Through all the changes in her life, Joseph kept making art. She paints figures and faces, flowers and feathers in her Dandelion Art Studio in North Vancouver.
“Women are my predominant subject,” she said. “They inspire me. They embody how strength and resilience can coexist with vulnerability, and how setbacks are merely steppingstones on the path to achieving one’s goals.”
Her technique is often mixed media. “I collect old magazines, newspapers, cards. People bring them to me, too. I rip them to pieces – never cut with scissors – and glue those text fragments to my canvases to see what could emerge. I love the process of creation, love the empty canvas that becomes an image with a meaning and a message. I never know what the current painting is about until it is done. The painting itself guides me.”
At the beginning of this year, Joseph learned about the Zack Gallery’s call for artists and submitted her proposal for a solo show.
“I had enough paintings with text and letters to fill a gallery,” she said. “I wanted to emphasize the texts, so I started searching for quotes from famous women to attach to each painting. I read thousands of quotes on the internet before I made my selection for each painting. It was very interesting and amusing.”
Her palette is colourful and her compositions sophisticated.
“None of them depict a specific woman,” she said. “They all come from my imagination. I wanted to paint something about perfume, and my painting ‘Fragrant Rain’ was the result.” The woman in the painting saunters under her umbrella, while the rain hides the details, though one can make out a perfume bottle in her bag. Coco Chanel’s tongue-in-cheek quote accentuates the painting.
“Wear Your Words” boasts three female figures, in red, pink and orange, their clothing decorated with disjointed texts. We don’t know what the women are doing. Are they dancing? Are they passing each other on the street? The letters filling their clothing jump at the viewers. “Words are the clothes your thoughts wear,” says the quote by Amanda Patterson that accompanies this painting.
Most of the works on display are full of colour, so the one in black and white draws the eye. “Shadows in Motion” is actually a diptych. Joseph explained its roots.
“I’ve always loved traveling, and we traveled a lot. When, after 37 years of happy marriage, my husband passed away, I wanted to prove to myself that I could travel alone, too. I went to Mexico. I walked on the beach and watched my shadow. After awhile, I started posing, jumping and photographing my shadow in every awkward position. My hands were here and there, up and to the sides. I bent. I stretched. The sun was strong and my shadow seemed to dance. I wanted to capture every nuance. The painting was born out of those photos.”
Another travel destination – Amsterdam – inspired a couple of paintings. “Strength Becomes Her” and “Moving On” both have the word “BISON” in them.
“I was in Amsterdam and visited an art show about bison,” Joseph explained. “It was in a warehouse – a huge building with many different artists.
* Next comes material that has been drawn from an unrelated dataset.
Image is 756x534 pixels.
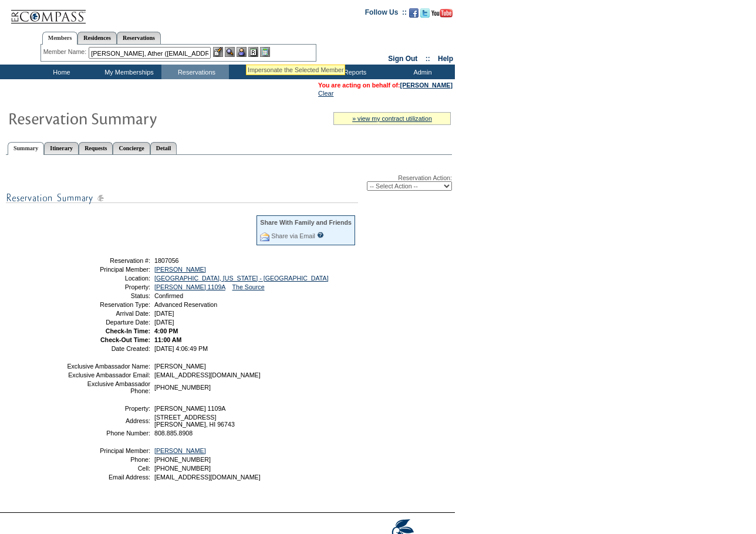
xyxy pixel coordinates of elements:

They had a catalogue as large as a newspaper, and I asked for two catalogues. When I came home, I tore those catalogues into shreds and used the ripped words in the paintings.”
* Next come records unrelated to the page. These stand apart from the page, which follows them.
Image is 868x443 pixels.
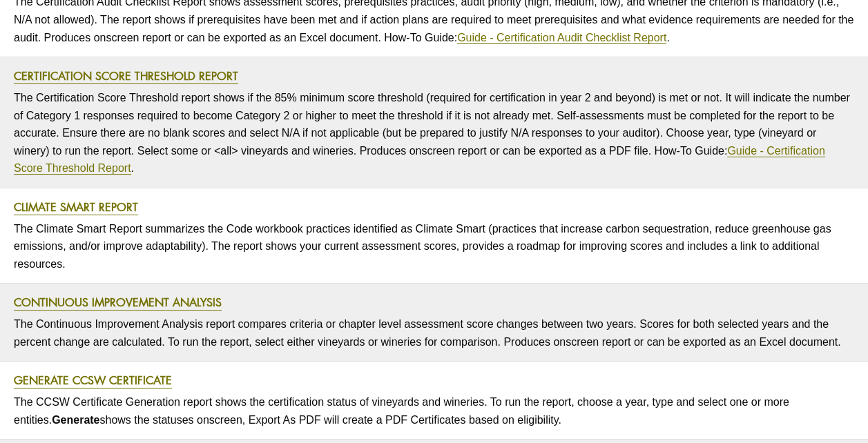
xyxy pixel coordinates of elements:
[457,32,666,44] a: Guide - Certification Audit Checklist Report
[14,69,238,84] a: Certification Score Threshold Report
[14,373,172,388] a: Generate CCSW Certificate
[14,216,854,277] p: The Climate Smart Report summarizes the Code workbook practices identified as Climate Smart (prac...
[14,390,854,432] p: The CCSW Certificate Generation report shows the certification status of vineyards and wineries. ...
[14,199,138,216] a: Climate Smart Report
[14,295,222,311] a: Continuous Improvement Analysis
[14,86,854,181] p: The Certification Score Threshold report shows if the 85% minimum score threshold (required for c...
[52,414,100,426] strong: Generate
[14,312,854,354] p: The Continuous Improvement Analysis report compares criteria or chapter level assessment score ch...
Both paintings employ bold, punchy colours. Both are rather large.
“The bison is huge and powerful, and I wanted my paintings to reflect that,” said Joseph.
Women, Words and Wisdom opened Oct. 12 and will run until Nov. 18. The official opening reception, with the artist in attendance, will be held on Oct. 30, at 6 p.m. To learn more about the artist, visit thereseljoseph.com.
Olga Livshin is a Vancouver freelance writer. She can be reached at [email protected].